What does the BBC Religion Editor do?
As Religion Editor, Aleem Maqbool leads the BBC’s coverage and analysis of faith, belief, and ethics stories across the UK and worldwide. The role covers everything from the Vatican to interfaith debates, and he also presents the Radio 4 programme Beyond Belief.
When did Aleem Maqbool become BBC Religion Editor?
Aleem Maqbool took up the BBC Religion Editor role in the spring of 2022, succeeding Martin Bashir. Before that, he had served as the BBC’s North America correspondent from 2014 until 2022.
What did Aleem Maqbool study before journalism?

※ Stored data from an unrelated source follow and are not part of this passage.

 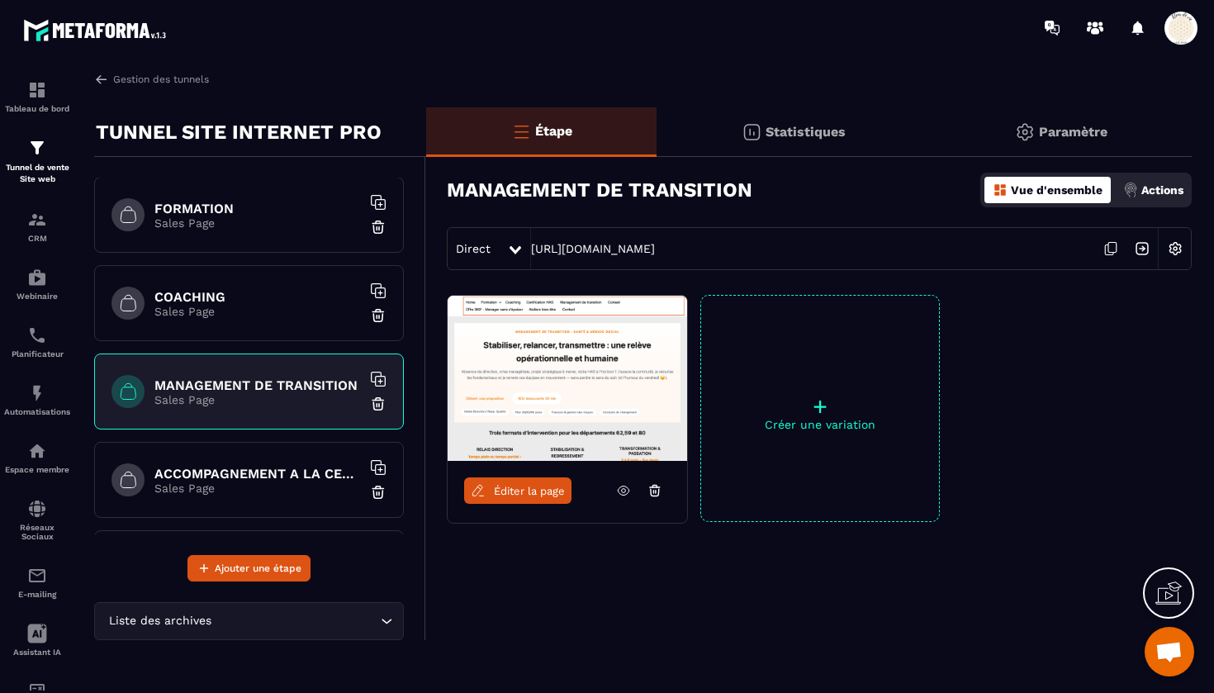 I want to click on a: automationsautomationsEspace membre, so click(x=37, y=458).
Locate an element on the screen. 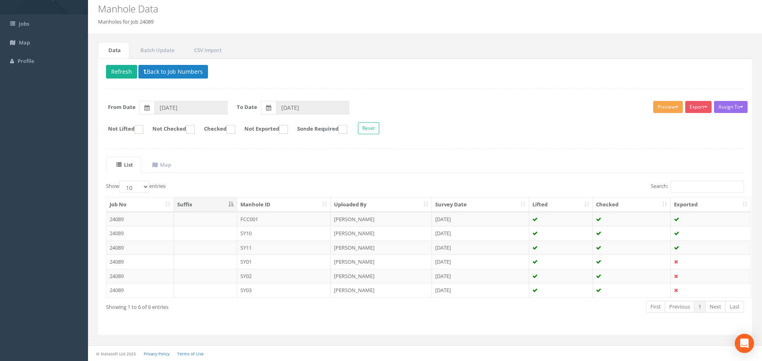 The image size is (762, 361). th: Checked: activate to sort column ascending is located at coordinates (632, 204).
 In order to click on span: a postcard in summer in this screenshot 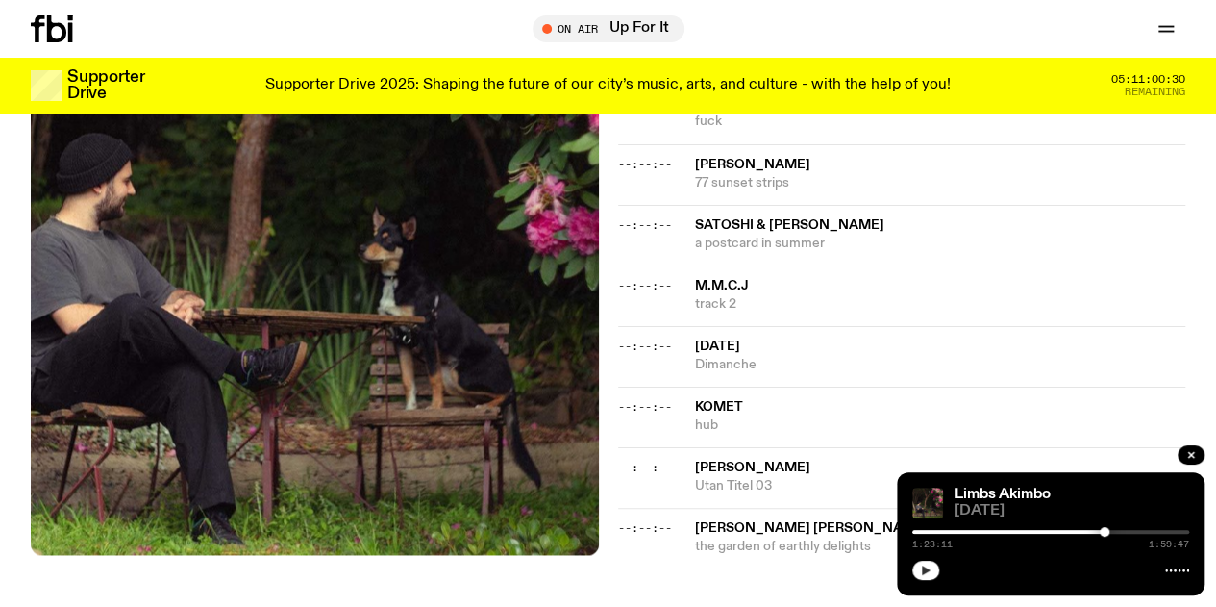, I will do `click(940, 242)`.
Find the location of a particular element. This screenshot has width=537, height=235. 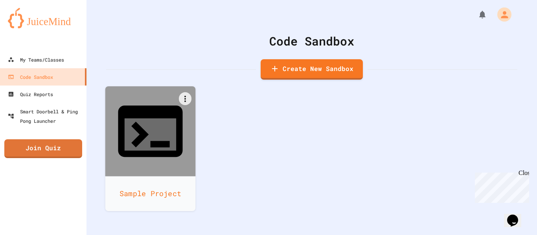

div: Quiz Reports is located at coordinates (30, 94).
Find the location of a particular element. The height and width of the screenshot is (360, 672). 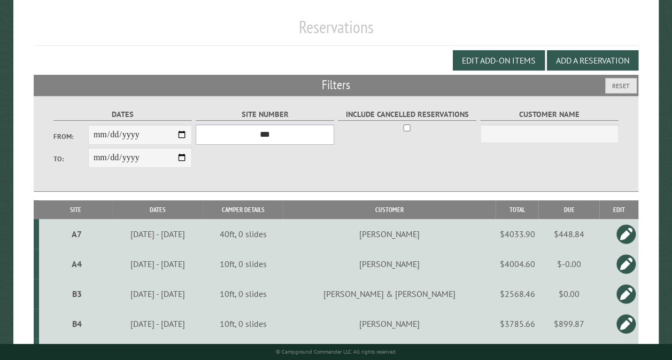

label: Customer Name is located at coordinates (549, 114).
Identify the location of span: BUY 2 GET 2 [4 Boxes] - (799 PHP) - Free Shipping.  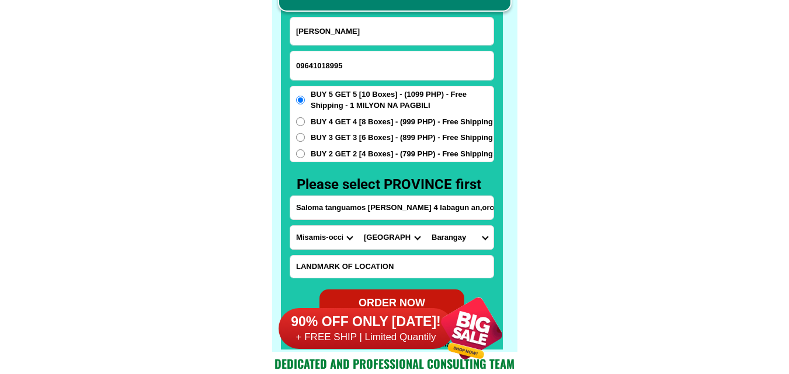
(402, 154).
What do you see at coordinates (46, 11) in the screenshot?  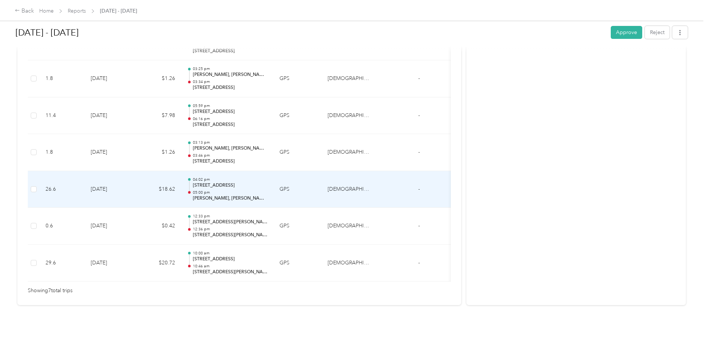 I see `a: Home` at bounding box center [46, 11].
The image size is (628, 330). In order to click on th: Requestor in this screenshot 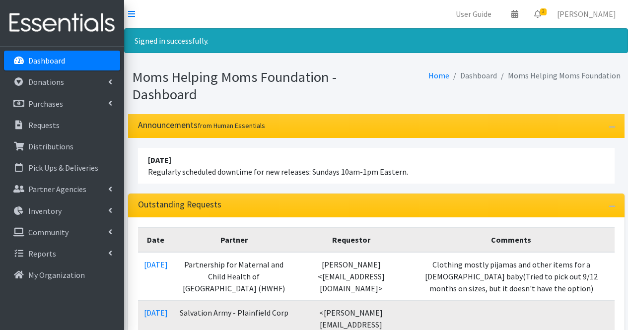, I will do `click(351, 240)`.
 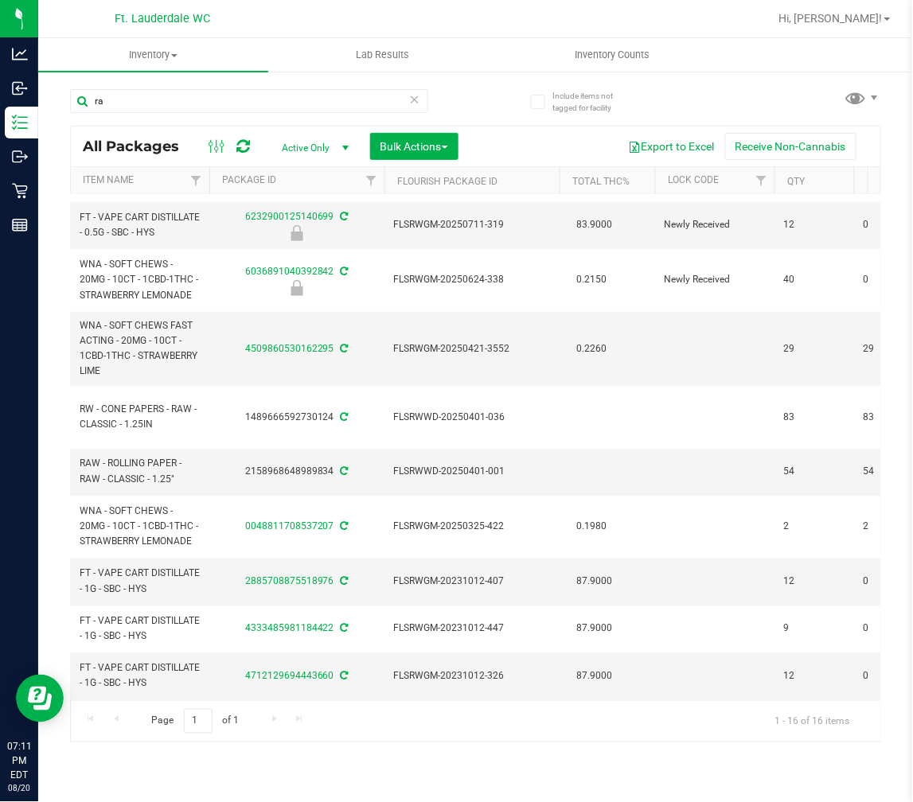 What do you see at coordinates (814, 349) in the screenshot?
I see `span: 29` at bounding box center [814, 349].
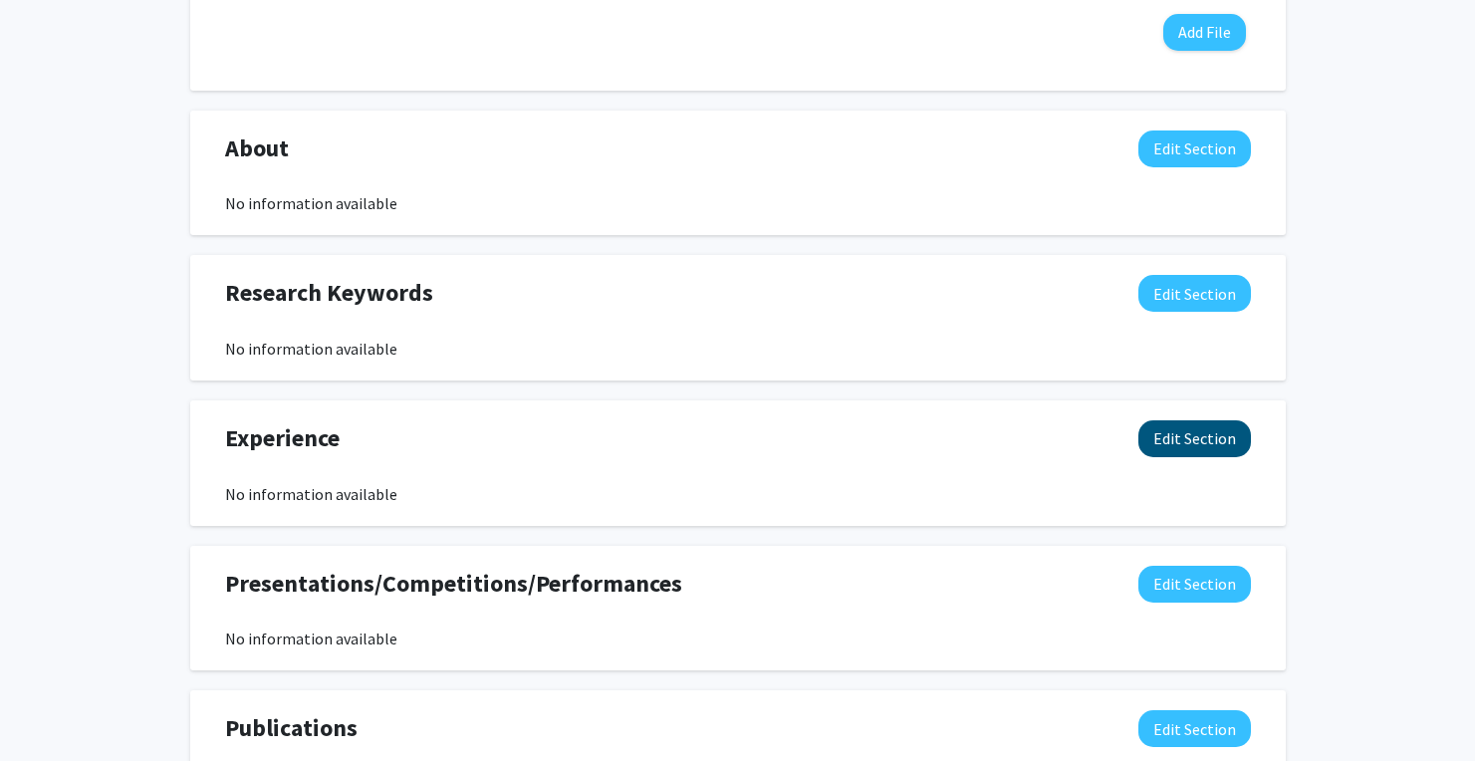 The image size is (1475, 761). What do you see at coordinates (453, 584) in the screenshot?
I see `span: Presentations/Competitions/Performances` at bounding box center [453, 584].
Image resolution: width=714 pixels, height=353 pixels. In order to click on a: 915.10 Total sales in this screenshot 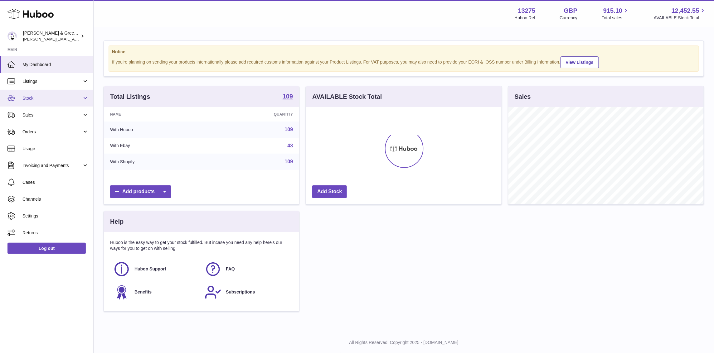, I will do `click(616, 14)`.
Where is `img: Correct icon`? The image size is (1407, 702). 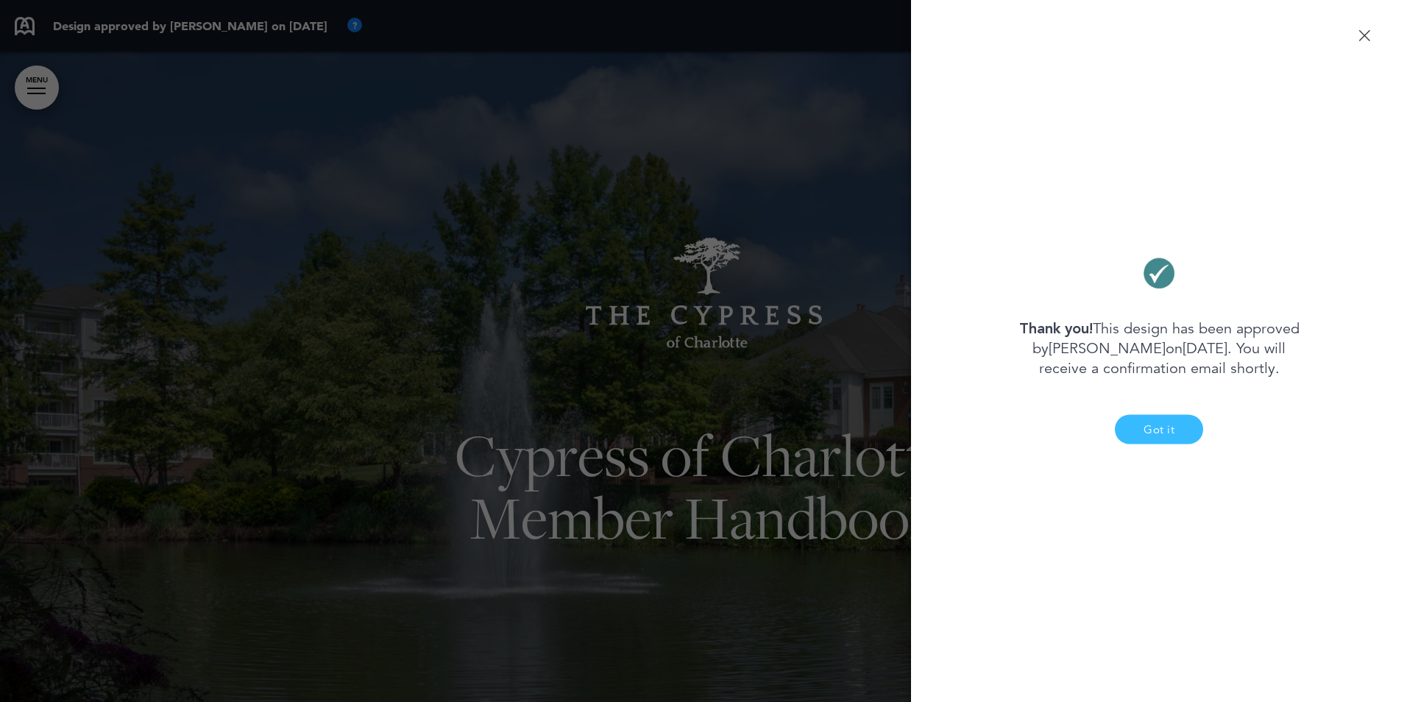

Aleem Maqbool’s early academic background was in science, having studied neuroscience before moving into media. He began his broadcasting career in radio, where he developed the storytelling and presentation skills that later defined his TV reporting.
Is Aleem Maqbool married?
Aleem Maqbool keeps his personal life private, and there are no reliably confirmed public details about his marriage, partner, or children. Most online claims about his family come from unverified biography sites rather than credible sources.
Conclusion
Aleem Maqbool’s career is a study in patience and substance. He did not become a household name through a single viral moment or a signature catchphrase. Instead, he built credibility the slow way, by showing up in hard places, asking better questions, and consistently putting people at the centre of his reporting. From a neuroscience student to a radio newcomer, from war zones and disaster scenes to the BBC’s Religion Editor chair, his path proves that thoughtful, humane journalism still has a vital place in the modern media landscape. As faith and ethics continue to shape public debate in ways both subtle and seismic, having a reporter like Maqbool steering that coverage feels less like a luxury and more like a quiet necessity. If you take one thing away from his story, let it be this: the best journalists are not the loudest in the room, but the ones who keep listening.